The next fault line is religious. Again, almost all religions and
sects of the region are present. Sunni Muslims account for 72 per cent
of the population and Christians of a dozen denominations represent 12
per cent. The Druze, the Sabaeans and the Nusairis account for 16 per
cent. Syria is the only Arab country in the Middle East outside Israel
still to have a tiny Jewish community.
As for ideology, the ideas that produced the Muslim Brotherhood were
nurtured in Syria when Rashid Rida and his journal al-Manar (The
Lighthouse) campaigned for a new-style Islamic state more than 100
years ago. It was also in Syria that the Baath (Renaissance) Party,
inspired by European fascism, was formed. Michel Aflaq, its principal
theoretician, was a Syrian Christian.
Pan-Arab unity began in Syria with the 1958 merger with Egypt and the
creation of the United Arab Republic.
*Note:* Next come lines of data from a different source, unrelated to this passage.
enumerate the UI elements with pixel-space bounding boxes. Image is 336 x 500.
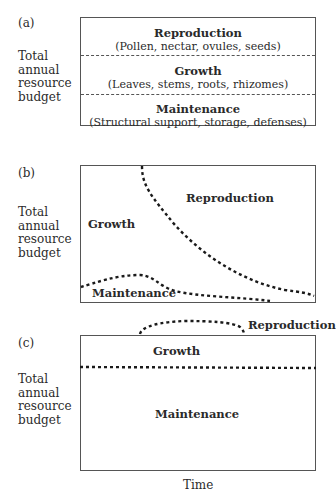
growth-maintenance-boundary [80,367,316,368]
reproduction-boundary [140,321,244,334]
reproduction-boundary [142,166,314,296]
maintenance-boundary [81,275,270,301]
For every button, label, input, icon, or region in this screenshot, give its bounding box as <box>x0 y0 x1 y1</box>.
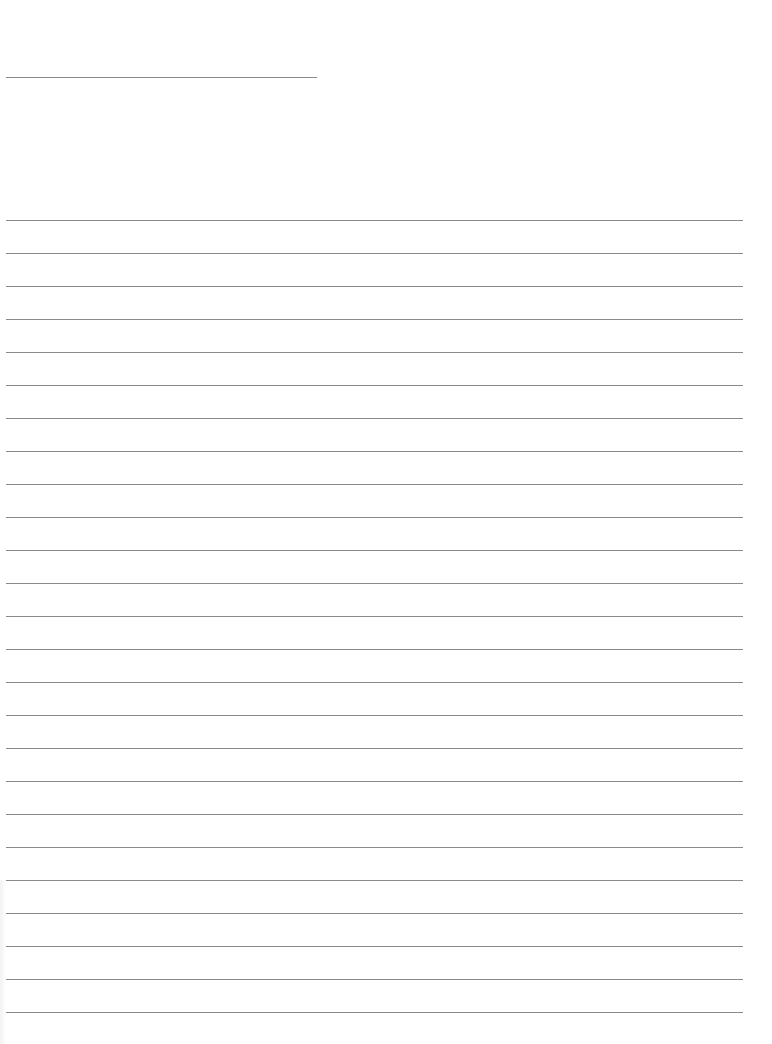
ruled-line <box>6 550 743 551</box>
ruled-line <box>6 319 743 320</box>
ruled-line <box>6 979 743 980</box>
ruled-line <box>6 517 743 518</box>
ruled-line <box>6 781 743 782</box>
ruled-line <box>6 946 743 947</box>
ruled-line <box>6 220 743 221</box>
ruled-line <box>6 451 743 452</box>
lined-paper-page <box>0 0 772 1044</box>
ruled-line <box>6 748 743 749</box>
ruled-line <box>6 286 743 287</box>
ruled-line <box>6 715 743 716</box>
ruled-lines-container <box>0 0 772 1044</box>
ruled-line <box>6 583 743 584</box>
ruled-line <box>6 385 743 386</box>
ruled-line <box>6 1012 743 1013</box>
ruled-line <box>6 484 743 485</box>
ruled-line <box>6 682 743 683</box>
ruled-line <box>6 880 743 881</box>
ruled-line <box>6 814 743 815</box>
ruled-line <box>6 418 743 419</box>
ruled-line <box>6 913 743 914</box>
ruled-line <box>6 616 743 617</box>
page-edge-shadow <box>0 880 6 1044</box>
ruled-line <box>6 649 743 650</box>
ruled-line <box>6 352 743 353</box>
ruled-line <box>6 847 743 848</box>
ruled-line <box>6 253 743 254</box>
Syria was also the first to tire
of it and walk out in 1961. Since the 1960s Syria has specialised in
hosting radicals ranging from a dozen Palestinian groups to the
Armenian fascist Dashnak Party. And it was in Syria that pan-Kurdism
found its most radical expression in the PKK, seeking a "proletarian
state" in southeastern Turkey.
Then there is the geographical fault-line. For the virtually
landlocked Iraq and Jordan, Syria is the way to the Mediterranean. In
recent years, Syria has also emerged as Iran's bridgehead to the
Mediterranean with the Iranian navy securing "mooring rights" in
Tartus, where Russia maintains a base.
Because the Euphrates passes through its territory, Syria controls 40
per cent of Iraq's water. Until not long ago, Iraq exported almost a
third of its oil via pipelines in Syria.
Syria has irredentist problems with all its neighbours. It hopes to
regain control of the Golan Heights, seized by Israel in 1967, and
claims ownership of Shabaa, which initially belonged to Lebanon. For
decades Syria tried to annex Lebanon in all but name and maintained
30,000 troops there until 2005.
Successive Syrian rulers managed a balancing act by refusing to join
alliance blocs. Hafez Assad, Bashar's father, became the only Arab
leader to have one-on-one summits with all US presidents from Nixon to
Clinton. Bashar scrapped that policy by drawing too close to Iran and
Russia and helping to undermine pro-West Arab regimes. His survival
would be a victory for Russia and Iran, which would use it to raise
their regional profile. Assad's fall would shift the balance of power
in favour of the West and its regional allies in Egypt, Jordan, Turkey
and Saudi Arabia.
Although the Cold War is supposed to be over, we are witnessing a new
version being fought in Syria. The outcome could be as momentous for
the Middle East as the end of the original Cold War was for Europe.